Drag performer Esmé Rodríguez is perched before a green room mirror in Bryant Lake Bowl’s basement, donning fake black eyelashes, a quart of turquoise-encrusted eye shadow and obscenely large diamond chandelier earrings. As she teases the sculpted mass of red and blond tresses on top of her head, she sighs with satisfaction.
“The higher the hair, the closer to God,” Rodríguez said.
Soon, Rodríguez – who jokingly claims that glitter is her seventh food group – will emerge onstage to do a walk-through tech rehearsal.
“It’s not about where you start, but about bringing yourself to the high art of the drag queen. And it takes a lot of boobs and butts to get there,” she said as she straps on a gelatinous nude-hued brassiere.
Rodríguez, whose person behind the persona is a University Ph.D. candidate in Spanish and Portuguese studies with a focus in gender and performance theories, has been involved with the performing group “Dykes Do Drag” for five years.
Formed out of a diverse group of different races, sexual identities and genders, “Dykes Do Drag” is a hodge-podge clan of dancers, actors and artists. Through their cabaret-style performative whimsy, these avant-garde purveyors of drag-king culture complicate those silly little notions of butch/femme gender roles and drag stereotypes through their jazzy song and dance numbers.
The performance will dabble in an experimental medley of pieces: Among the performers are The Kings of Ramsey County’s rendition of “Macho Man” and “Johnny Are You Queer” (three Macalester seniors) Cocoa Puff and the North High Beaverettes.
But, even in the razzle-dazzle realm of drag-related debauchery and cross-dressing costumery, it’s still a man’s world.
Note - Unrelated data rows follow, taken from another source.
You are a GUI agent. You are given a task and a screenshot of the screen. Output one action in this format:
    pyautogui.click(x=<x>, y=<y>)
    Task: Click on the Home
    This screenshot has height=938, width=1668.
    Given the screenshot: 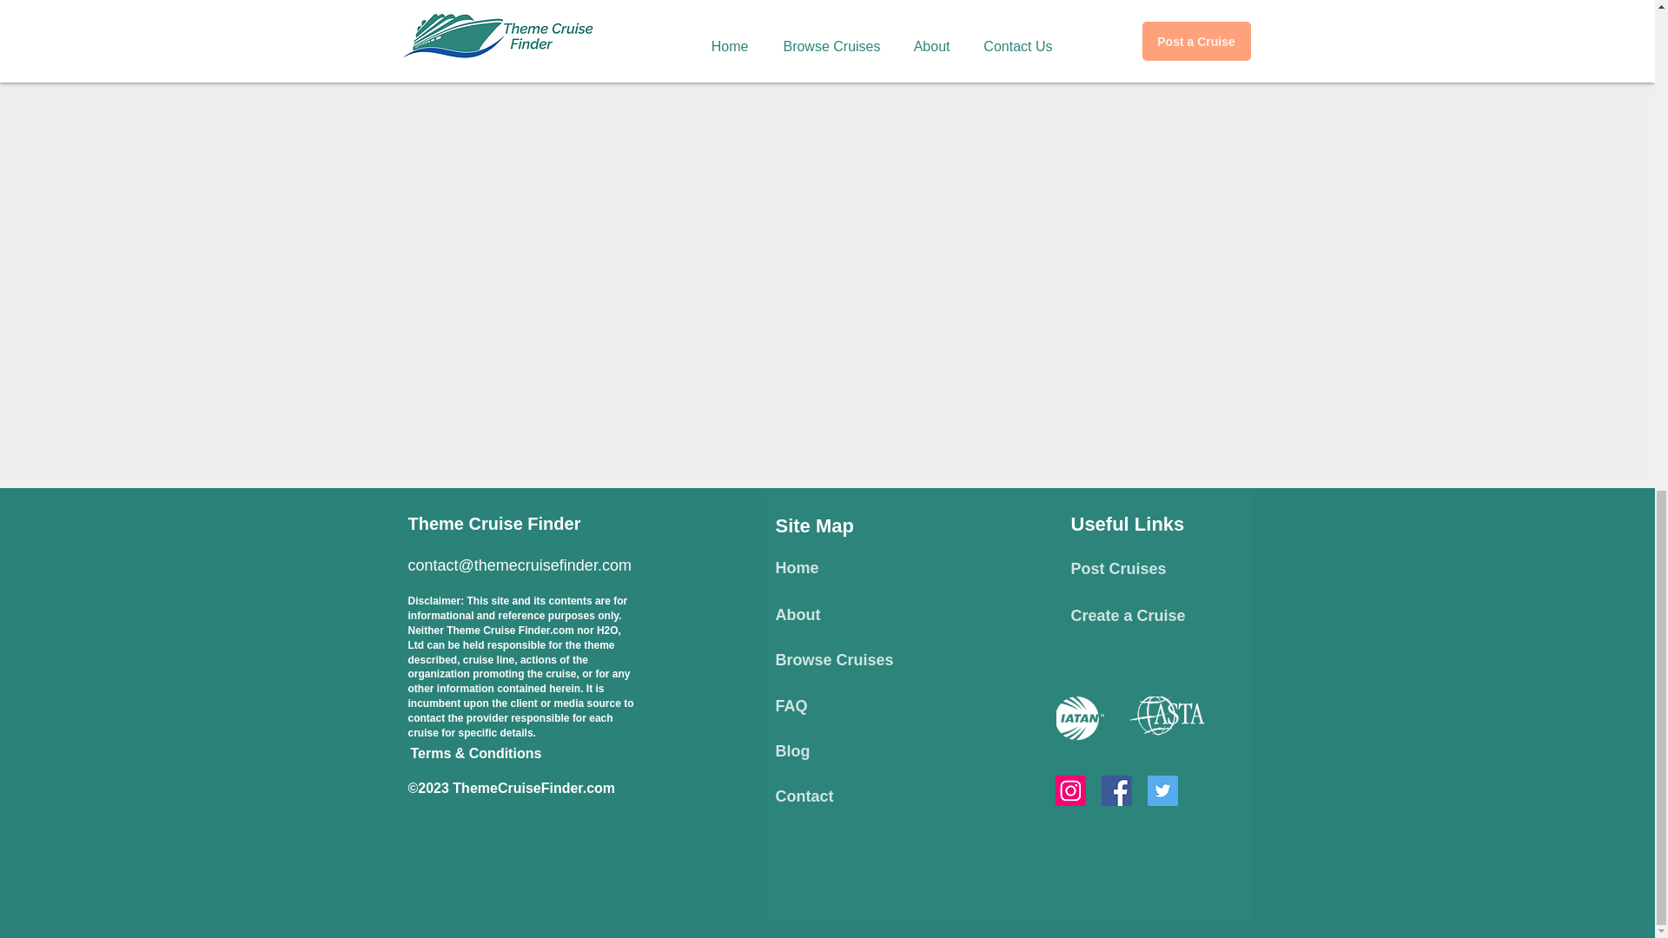 What is the action you would take?
    pyautogui.click(x=797, y=568)
    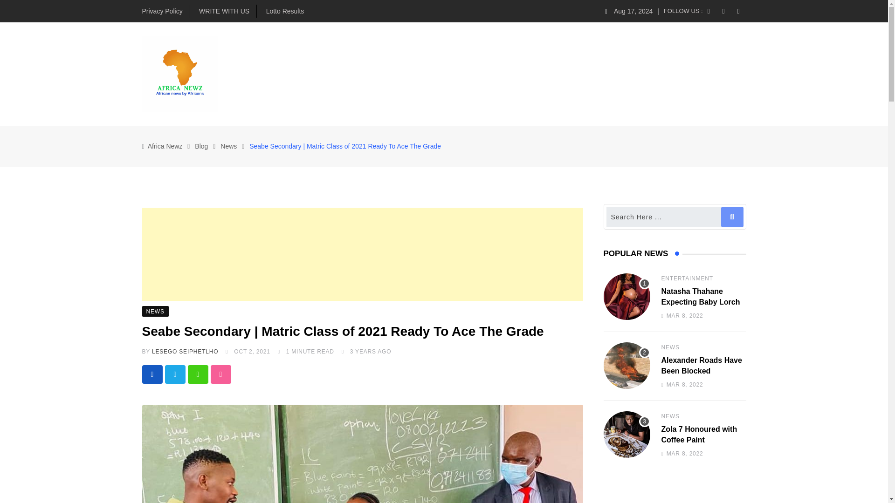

Pop culture of the 20th century is filled with the beloved lore of lewd, shrewd and tart of tongue tyrannies. For years we’ve hit the Uptown Theater’s midnight showing of “The Rocky Horror Picture Show” just to sing along with Tim Curry’s outrageous character. And other gender-bending male performers, such as David Bowie, have been lavishly praised for their elegant androgyny. But, aside from a couple of “I Love Lucy” stints and Hilary Swank’s tragic transsexual character in “Boys Don’t Cry,” where are all the manly girls at?
A few women took notice of this lack of diversity in drag performative culture in 1999. Rudy Renaud, the then-editor of Lavender Magazine, booked a weekend slot at the Bryant Lake Bowl and asked Heather Spear to help coordinate the very first “Dykes Do Drag” piece.
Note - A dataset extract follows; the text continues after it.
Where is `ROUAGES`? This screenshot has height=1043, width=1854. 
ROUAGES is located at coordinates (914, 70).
The weekend was a rootin’ tootin’ success. Since then, Heather Spear (“The Gentleman King”) has led the group through many a male and female mimicry stints. The pieces are known for creating some complicated critiques and celebrations of gender ambiguity.
One performer, who was female identified, performed a song by George Michael in which she acted out the real George Michael (gay man) playing the stage George Michael (straight man).
Despite the fact that drag queen culture has been an important part of GLBT culture, one can’t help but wonder if the art of the drag queen show isn’t just the spectacle of male exhibitionism – Terrell Owens on the ball field with stilettos and a boa. The performance of masculinity, on the other hand, has to rely on the more subtle codes of the gender.
“In our culture, the cues for being a man are simple, but there are a lot more cues for being a woman,” Spear said. “Maleness seems to be kind of the control group. You’re a man unless you put on all these other things that signal you’re a woman.”
Drag has an obsession with the femme mystique. It is the quintessential flamboyant boy’s play-time dress up.
Performing as a man, however, is a completely different act. “Femininity is already accepted as being a performance to play on, to take to extremes, and it’s a lot easier than playing a male,” Spear said. “There’s more confidence and bravado involved. It tends to be a lot more flashy and shiny.”
Drag king culture – encompassing a diverse array from swashbuckling, slinky male characters, to gentlemanly, playboy types – is often concerned with representing not just a one-dimensional shade of spoon-fed hairy masculinity, but it seeks to tweak out the subtle shades of masculinity that are often marginalized in gender stereotyping.
“In popular assumptions about gender, there’s something called man and woman, and you’re either one or the other. If you don’t fit into one of the cultural constructs, you are marginalized or viewed as weird,” Spear said.